What I’ve Learned Running a Brand Studio in a Subscription World
Spoiler: more tools doesn’t equal better work.
We’re living in the age of endless subscriptions.
Your software stack has a software stack.
Your notifications have notifications.
Every platform promises to make life easier, and somehow… it all still feels harder.
At VURV, I’ve made a different choice. I run my studio the same way I build brands: intentionally, intuitively, and without unnecessary bloat.
No fancy dashboards. No 12-step onboarding portals.
Just Google.
Yes, really.
The “Tech-Forward” Trap
Every few months, there’s a new app promising to save your studio.
One tool to manage revisions.
One to assign tasks.
One to brainstorm in infinite sticky-note metaphors.
One to send client updates.
One to make everything faster, better, slicker.
Here’s the catch: All of these platforms ask for something in return — time, learning curves, and mental load.
More bells. More whistles. More potential points of failure.
“The more bells and whistles a machine has, the more likely it is to break.”
– My dad, probably talking about washing machines. But I’ve adopted it as a studio philosophy.
And he was right.
What started as convenience often ends in chaos.
The Login Apocalypse
Let me say it with my full chest:
If I have to create one more login, I might scream.
This isn’t resistance to innovation. It’s the lived reality of being a creative, a strategist, and a human.
When you spend half your day switching tabs, resetting passwords, and figuring out how to comment inside a third-party tool that’s supposed to simplify collaboration the creative process suffers.
What’s elegant in a pitch deck becomes exhausting in practice.
So at VURV, we decided to skip the software parade and ask a better question:
What’s the simplest setup that still gives our clients a premium, professional, and supported experience?
The VURV Stack (Spoiler: It’s Just Google)
Files?

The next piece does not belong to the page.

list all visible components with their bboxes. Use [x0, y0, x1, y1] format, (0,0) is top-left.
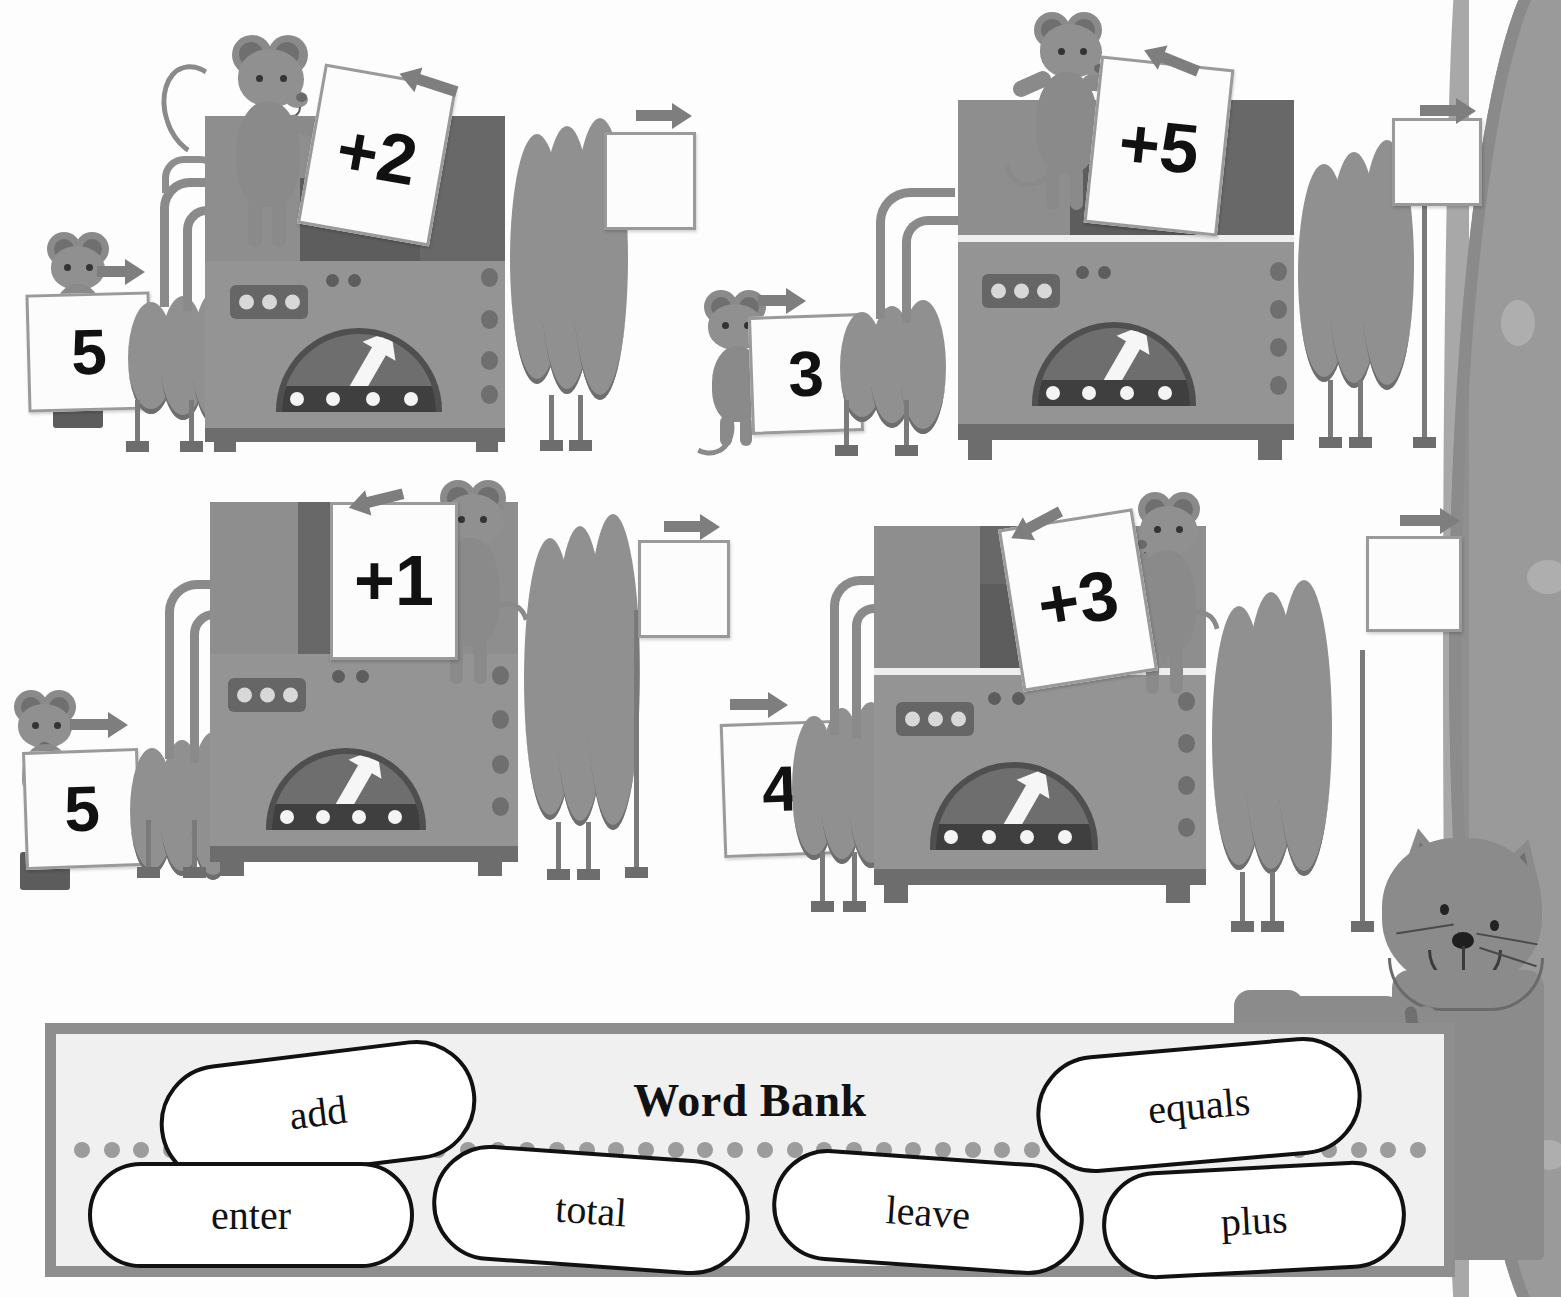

Google Drive.
Collaborative notes? Docs.
Project status? A simple Sheet.
Async strategy intake? Forms — VURV’s own guided workbook format.
Calls? Google Meet (or pre-recorded when async makes more sense).
That’s it. No extra portals. No onboarding to new platforms.
Just clear, flexible, universally familiar tools optimized with care.
A lot of businesses already live in Google Workspace, so why introduce friction?
This setup means:
No extra costs for us or our clients
No tool-switching that breaks momentum
Everything is editable, shareable, and easy to revisit
It’s not flashy.
It’s functional.
And that’s the point.
How This Affects the Work (And the Client Experience)
Choosing simplicity isn’t just a backend decision, it shapes the entire project.
Less time in tools = more time in strategy
I’m not managing six dashboards or teaching clients how to use a feedback widget. I’m thinking. Designing. Writing. Creating momentum.
Less clutter = more clarity
Clients don’t need another login. They need direction. The streamlined process means fewer moving parts and more forward motion.
More ownership for clients
Post-project, clients can easily revisit and repurpose every asset. No export drama, no “where was that?” questions. Their brand lives in the ecosystem they already use.
This kind of clarity builds trust. It removes friction. It creates space for what actually matters: the brand, not the backend.
TL;DR: My Software Philosophy
No tech stacks that require onboarding manuals.
No hidden tools that expire the second a subscription lapses.
No “all-in-one” platforms that actually mean “10% of everything, 100% of nothing.”
Just a thoughtful process, built in tools you already know how to use.
Your brand deserves clarity. So does the process behind it.
Keep the system light so the work can go deep.
That’s not old-school. That’s sustainable.